Comparison of linear theory results to DNS results for a van der Waal gas for \(t \in [10\tau ,11\tau ]\). Top left: base-flow density distribution from DNS calculation with the shock located at \(\bar{x}_s/L = 2/3\). Top right: relative shock displacement over time. Black lines for linear results and grey dots for DNS results. Bot.: spatial distribution of the density perturbation for an inlet entropy perturbation at \(\lambda /L = 1\), the thick black line denotes the modulus of the perturbation resulting from the linear theory and the thin grey lines are the results from the DNS at various \(t \in [10\tau , 11\tau ]\). The red line denotes the mean shock position.

5 Conclusion

Initial results concerning non-ideal effects in a both shock-free and shocked supersonic diffuser have been presented here. In the shock-free case, integration of the linearised equations revealed a different redistribution of the inlet density perturbation across the primitive variables in the vdW case compared to the ideal gas case allowing for a stronger pressure perturbation at the outlet of the nozzle at large wavelengths (compared to the nozzle length). This illustrates that the expansion through the nozzle itself, for a change of equation of state, is a first means of redistribution of the initial inlet perturbation across the primitive variables when compared to an ideal gas. For the case of shocked flow, the shock chosen in Sect. 3.2 further illustrates the importance of the equation of state in the redistribution of incoming primitive variable perturbations as the density perturbation is selectively amplified through this shock. Furthermore, for the conditions chosen in Sect. 3.2, the shock displacement is, over most of the wavelength range, an order of magnitude greater in the vdW case than in the ideal gas case.

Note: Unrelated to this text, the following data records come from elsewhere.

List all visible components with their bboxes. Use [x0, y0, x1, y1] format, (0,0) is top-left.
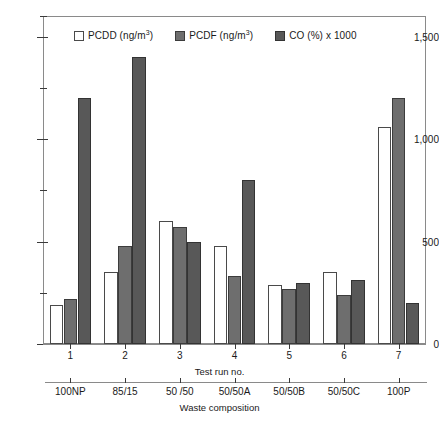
x-tick-label-secondary: 100P: [371, 386, 427, 397]
bar: [337, 295, 351, 344]
x-tick-secondary: [180, 378, 181, 383]
bar: [351, 280, 365, 344]
x-tick-label-secondary: 50/50B: [261, 386, 317, 397]
bar: [159, 221, 173, 344]
bar: [296, 283, 310, 345]
bar: [214, 246, 228, 344]
bar: [282, 289, 296, 344]
bar: [104, 272, 118, 344]
bars-layer: [43, 16, 426, 344]
bar: [187, 242, 201, 345]
x-tick-label-primary: 4: [220, 350, 250, 361]
x-axis-secondary-line: [45, 382, 427, 383]
x-tick-primary: [235, 344, 236, 349]
bar: [173, 227, 187, 344]
x-tick-label-primary: 2: [110, 350, 140, 361]
bar: [118, 246, 132, 344]
x-tick-label-primary: 5: [274, 350, 304, 361]
bar: [132, 57, 146, 344]
x-tick-primary: [70, 344, 71, 349]
x-tick-primary: [399, 344, 400, 349]
x-tick-label-secondary: 85/15: [97, 386, 153, 397]
x-tick-secondary: [235, 378, 236, 383]
bar: [242, 180, 256, 344]
x-tick-label-secondary: 50 /50: [152, 386, 208, 397]
bar: [378, 127, 392, 344]
x-tick-primary: [180, 344, 181, 349]
x-tick-label-primary: 3: [165, 350, 195, 361]
bar: [78, 98, 92, 344]
x-tick-primary: [289, 344, 290, 349]
x-tick-secondary: [125, 378, 126, 383]
x-tick-label-primary: 7: [384, 350, 414, 361]
x-axis-secondary-title: Waste composition: [0, 402, 439, 413]
bar: [392, 98, 406, 344]
bar: [64, 299, 78, 344]
x-tick-label-secondary: 50/50A: [207, 386, 263, 397]
x-tick-secondary: [289, 378, 290, 383]
x-tick-label-secondary: 100NP: [42, 386, 98, 397]
x-tick-label-primary: 1: [55, 350, 85, 361]
x-tick-label-secondary: 50/50C: [316, 386, 372, 397]
x-tick-primary: [344, 344, 345, 349]
x-tick-primary: [125, 344, 126, 349]
bar: [406, 303, 420, 344]
x-tick-secondary: [344, 378, 345, 383]
grouped-bar-chart: 05001,0001,500 PCDD (ng/m3) PCDF (ng/m3)…: [0, 0, 439, 422]
bar: [323, 272, 337, 344]
x-tick-secondary: [399, 378, 400, 383]
x-axis-primary-title: Test run no.: [0, 366, 439, 377]
bar: [50, 305, 64, 344]
x-tick-label-primary: 6: [329, 350, 359, 361]
x-tick-secondary: [70, 378, 71, 383]
bar: [268, 285, 282, 344]
bar: [228, 276, 242, 344]
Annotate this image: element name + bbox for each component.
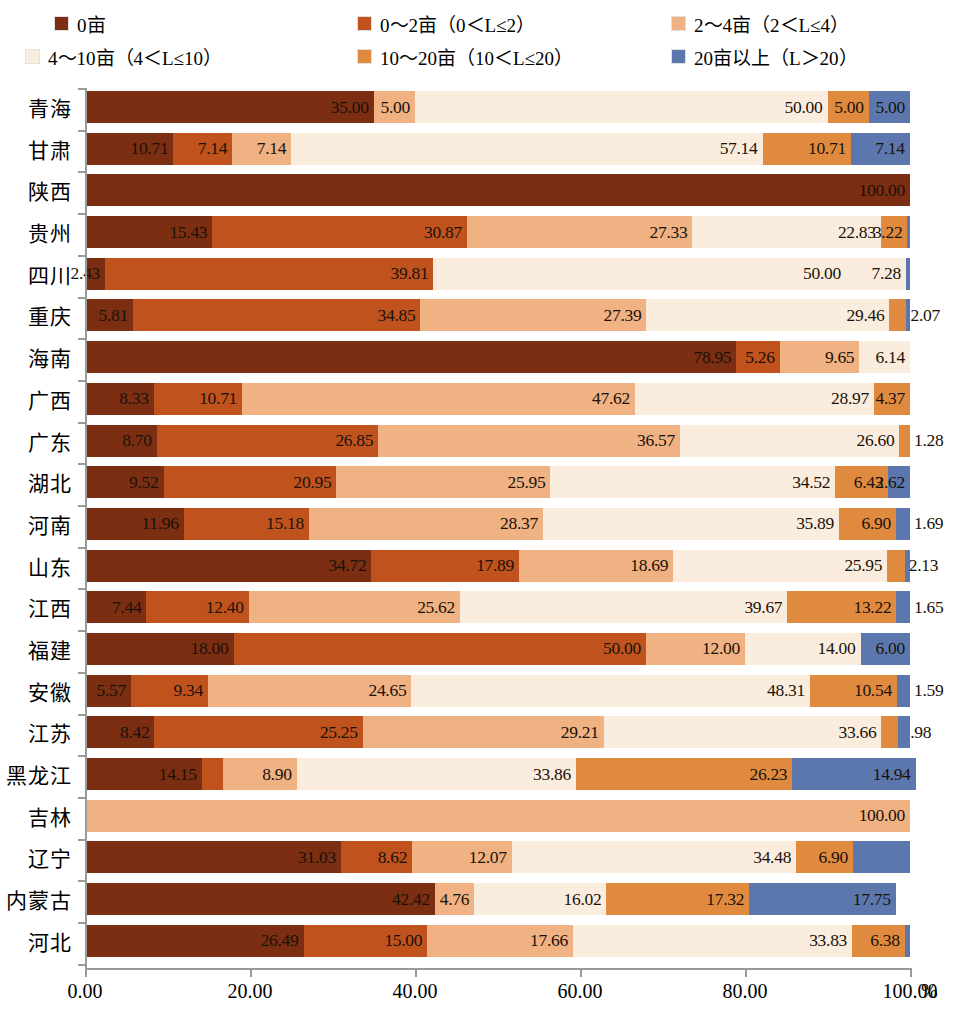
segment-value-label: 10.54 — [854, 680, 897, 701]
y-axis-label: 江西 — [28, 592, 72, 622]
legend-swatch-2to4mu — [672, 17, 685, 30]
chart-row: 甘肃10.717.147.1457.1410.717.14 — [85, 130, 910, 168]
bar-segment: 28.37 — [309, 508, 543, 540]
y-axis-label: 吉林 — [28, 801, 72, 831]
segment-value-label: 7.28 — [872, 263, 906, 284]
y-axis-tick — [78, 672, 85, 674]
bar-segment: 26.60 — [680, 425, 899, 457]
stacked-bar: 11.9615.1828.3735.896.901.69 — [85, 508, 910, 540]
segment-value-label: 2.07 — [906, 305, 939, 326]
x-axis-tick — [250, 968, 252, 977]
y-axis — [85, 88, 87, 968]
bar-segment: 8.62 — [341, 841, 412, 873]
chart-row: 河南11.9615.1828.3735.896.901.69 — [85, 505, 910, 543]
segment-value-label: 30.87 — [424, 222, 467, 243]
y-axis-tick — [78, 422, 85, 424]
chart-row: 贵州15.4330.8727.3322.833.22 — [85, 213, 910, 251]
bar-segment: 3.22 — [881, 216, 908, 248]
segment-value-label: 10.71 — [130, 138, 173, 159]
stacked-bar: 35.005.0050.005.005.00 — [85, 91, 910, 123]
y-axis-label: 海南 — [28, 342, 72, 372]
bar-segment: 4.76 — [435, 883, 474, 915]
chart-row: 河北26.4915.0017.6633.836.38 — [85, 922, 910, 960]
legend-item-over20mu: 20亩以上（L＞20） — [672, 43, 858, 70]
bar-segment — [906, 258, 910, 290]
bar-segment: 35.89 — [543, 508, 839, 540]
stacked-bar-chart: 青海35.005.0050.005.005.00甘肃10.717.147.145… — [0, 82, 956, 1012]
bar-segment — [906, 299, 909, 331]
legend-item-0mu: 0亩 — [55, 10, 106, 37]
y-axis-label: 陕西 — [28, 175, 72, 205]
stacked-bar: 5.8134.8527.3929.462.07 — [85, 299, 910, 331]
y-axis-label: 湖北 — [28, 467, 72, 497]
bar-segment: 17.32 — [606, 883, 749, 915]
bar-segment: 39.81 — [105, 258, 433, 290]
chart-row: 黑龙江14.158.9033.8626.2314.94 — [85, 755, 910, 793]
y-axis-label: 江苏 — [28, 717, 72, 747]
bar-segment: 6.90 — [839, 508, 896, 540]
segment-value-label: 8.33 — [119, 388, 153, 409]
y-axis-label: 山东 — [28, 551, 72, 581]
segment-value-label: 6.90 — [819, 847, 853, 868]
bar-segment: 25.95 — [673, 550, 887, 582]
segment-value-label: 2.62 — [875, 472, 909, 493]
chart-row: 江苏8.4225.2529.2133.661.98 — [85, 713, 910, 751]
segment-value-label: 14.94 — [873, 764, 916, 785]
legend-label-over20mu: 20亩以上（L＞20） — [694, 43, 858, 70]
segment-value-label: 12.07 — [469, 847, 512, 868]
segment-value-label: 6.38 — [870, 930, 904, 951]
bar-segment: 27.39 — [420, 299, 646, 331]
y-axis-label: 福建 — [28, 634, 72, 664]
segment-value-label: 12.00 — [702, 638, 745, 659]
legend-swatch-0to2mu — [358, 17, 371, 30]
legend-swatch-10to20mu — [358, 50, 371, 63]
segment-value-label: 17.32 — [706, 889, 749, 910]
bar-segment: 48.31 — [411, 675, 810, 707]
stacked-bar: 8.3310.7147.6228.974.37 — [85, 383, 910, 415]
segment-value-label: 35.89 — [796, 513, 839, 534]
bar-segment: 25.95 — [336, 466, 550, 498]
x-axis-tick — [910, 968, 912, 977]
segment-value-label: 18.00 — [191, 638, 234, 659]
legend-item-4to10mu: 4～10亩（4＜L≤10） — [26, 43, 222, 70]
segment-value-label: 3.22 — [873, 222, 907, 243]
chart-row: 内蒙古42.424.7616.0217.3217.75 — [85, 880, 910, 918]
segment-value-label: 57.14 — [720, 138, 763, 159]
segment-value-label: 1.28 — [910, 430, 943, 451]
chart-row: 广西8.3310.7147.6228.974.37 — [85, 380, 910, 418]
bar-segment: 14.94 — [792, 758, 915, 790]
bar-segment: 34.85 — [133, 299, 421, 331]
bar-segment: 14.15 — [85, 758, 202, 790]
segment-value-label: 50.00 — [785, 97, 828, 118]
segment-value-label: 34.52 — [792, 472, 835, 493]
bar-segment: 10.71 — [763, 133, 851, 165]
segment-value-label: 33.83 — [809, 930, 852, 951]
bar-segment: 8.42 — [85, 716, 154, 748]
bar-segment: 15.43 — [85, 216, 212, 248]
bar-segment: 5.00 — [828, 91, 869, 123]
bar-segment: 6.00 — [861, 633, 911, 665]
bar-segment: 12.40 — [146, 591, 248, 623]
bar-segment: 7.14 — [232, 133, 291, 165]
bar-segment: 1.59 — [897, 675, 910, 707]
y-axis-label: 安徽 — [28, 676, 72, 706]
y-axis-label: 广西 — [28, 384, 72, 414]
bar-segment: 10.54 — [810, 675, 897, 707]
bar-segment: 1.69 — [896, 508, 910, 540]
segment-value-label: 7.14 — [875, 138, 909, 159]
bar-segment: 24.65 — [208, 675, 411, 707]
y-axis-tick — [78, 547, 85, 549]
segment-value-label: 16.02 — [563, 889, 606, 910]
bar-segment: 5.26 — [736, 341, 779, 373]
segment-value-label: 9.34 — [174, 680, 208, 701]
segment-value-label: 25.95 — [508, 472, 551, 493]
bar-segment: 17.75 — [749, 883, 895, 915]
bar-segment: 10.71 — [154, 383, 242, 415]
y-axis-label: 四川 — [28, 259, 72, 289]
segment-value-label: 100.00 — [859, 180, 910, 201]
stacked-bar: 5.579.3424.6548.3110.541.59 — [85, 675, 910, 707]
bar-segment: 15.00 — [304, 925, 428, 957]
segment-value-label: 12.40 — [206, 597, 249, 618]
stacked-bar: 10.717.147.1457.1410.717.14 — [85, 133, 910, 165]
legend-swatch-0mu — [55, 17, 68, 30]
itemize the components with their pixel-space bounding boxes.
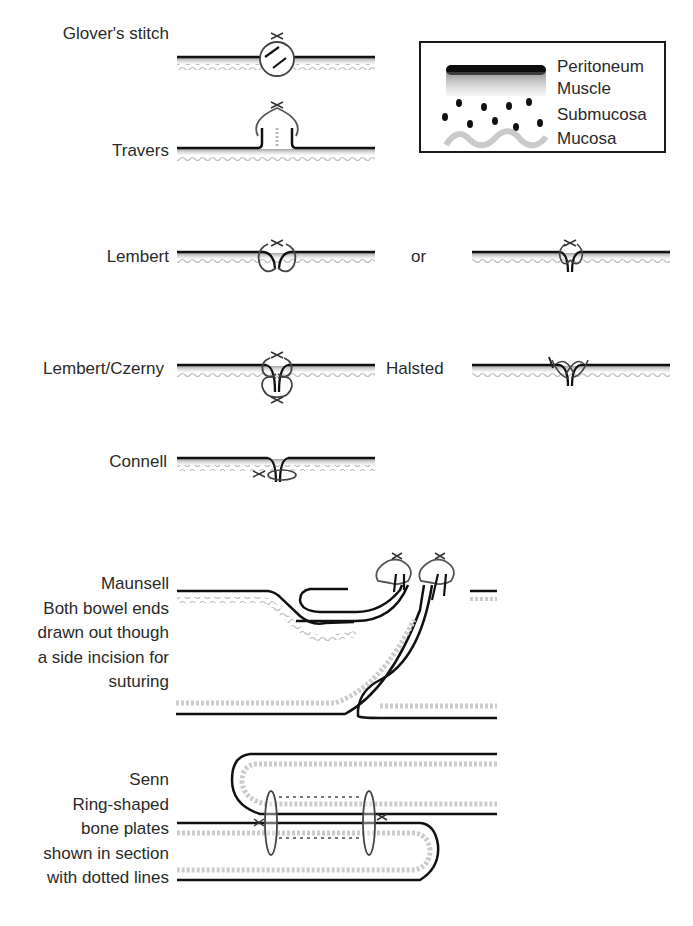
diagram-maunsell: [176, 553, 497, 718]
bone-plate-left: [265, 791, 277, 855]
diagram-halsted: [472, 357, 670, 386]
bone-plate-right: [363, 791, 375, 855]
submucosa-dots-symbol: [442, 98, 543, 131]
diagram-senn: [177, 754, 497, 880]
mucosa-wave-symbol: [446, 131, 546, 145]
diagram-lembert-alt: [472, 240, 670, 272]
diagram-lembert-czerny: [177, 352, 375, 403]
diagram-lembert: [177, 240, 375, 271]
diagram-glovers-stitch: [177, 33, 375, 76]
legend-symbols: [442, 65, 546, 145]
diagram-travers: [177, 102, 375, 161]
muscle-symbol: [446, 72, 546, 96]
diagram-connell: [177, 458, 375, 482]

Such an increase in the displacement could lead to greater aerothermal loads on the divergent (e.g. in the case of shocks between turbine blades operating in a comparable region of (p-\(\vartheta \))-space such as those of [6]). The impact of the outlet condition and possible upstream propagating acoustic waves have yet to be explored. For the latter, a possible resonance (or anti-resonance) of the shock displacement could be achieved by tuning the phase of an imposed upstream propagating acoustic forcing at the outlet.